Both CCS and BALLS statements end up as BALLS.
If you put quotes around a line, it explicitly tells KoLmafia that it is a BALLS statement. There is a specific group of BALLS statements that we recognize immediately as such. Also, if you have a ";" in your line, that is assumed to be multiple BALLS statements. Here is the method:
Code:
public static final boolean isMacroAction( String action )
{
return
action.startsWith( "scrollwhendone" ) ||
action.startsWith( "mark " ) ||
action.startsWith( "goto " ) ||
action.startsWith( "if " ) ||
action.startsWith( "endif" ) ||
action.startsWith( "while " ) ||
action.startsWith( "endwhile" ) ||
action.startsWith( "sub " ) ||
action.startsWith( "endsub" ) ||
action.startsWith( "call " ) ||
action.startsWith( "#" ) ||
action.startsWith( "\"" );
}
Now, there are CCS statements that are also BALLS statements - "skill", "use", etc. - which translate directly to BALLS. KoLmafia will do preprocessing on some of them - auto-Funkslinging on "item" (which translates to "use"), for example, as discussed elsewhere, or treating pickpocket as "try to steal an item", which will not attempt it, if it thinks the monster has no items. So, if you want to force the BALLS behavior, you can surround the statement with quote. "pickpocket" will pass that statement verbatim in the generated macro, but pickpocket without the quotes may be completely suppressed, if KoLmafia thinks it is pointless.
Generally, you can omit the quotes.
Until a few days ago, simply having a consult script called in your CCS meant that no CCS -> BALLS processing happened for any of your CCS; you could write BALLS statements before you said "consult" and we'd bail on macrofying it. Instead, we'd execute each line of the CCS and, eventually, get to the "consult" line, and call it. Since we'd ignore the BALLS statements - as listed in that method - we'd only do the lines that looked like CCS lines. In many cases, that was fine: if you wrap a "skill XXXX" line in an "if hasskill" and "endif", we'd try to do the skill - and since KoLmafia already suppressed it if you didn't have the skill, it would work as you expected.
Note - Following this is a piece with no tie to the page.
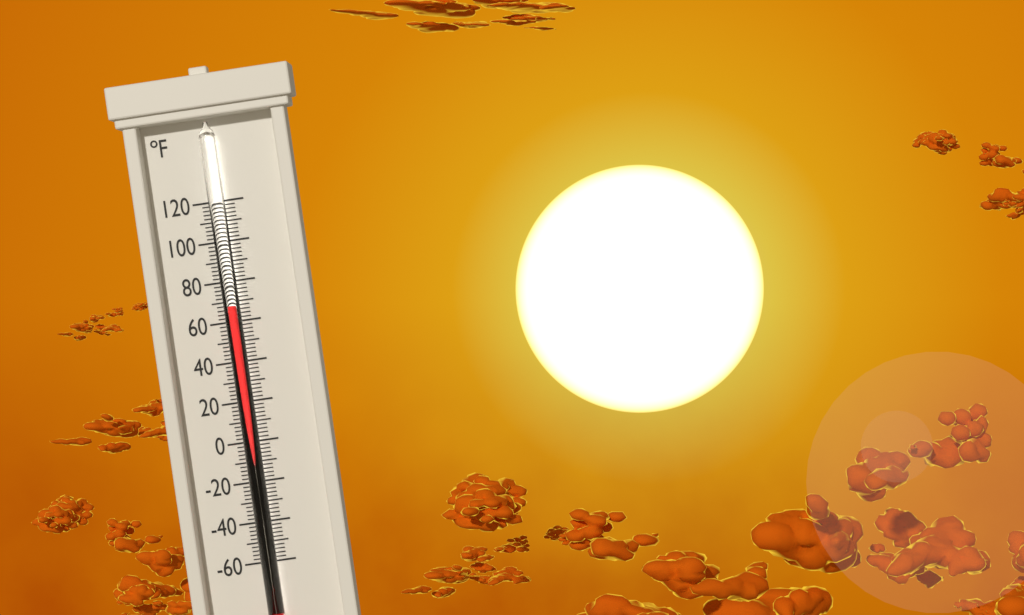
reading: 68 °F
I fixed it, in response to another bug, such that we macrofy all the statements up to the "consult", call the consult script, macrofy all the statements following it up to the next consult, and so on. And now, people who mixed BALLS with consult scripts are actually having their BALLS interpreted by KoL itself, with surprising results, perhaps. As this thread shows.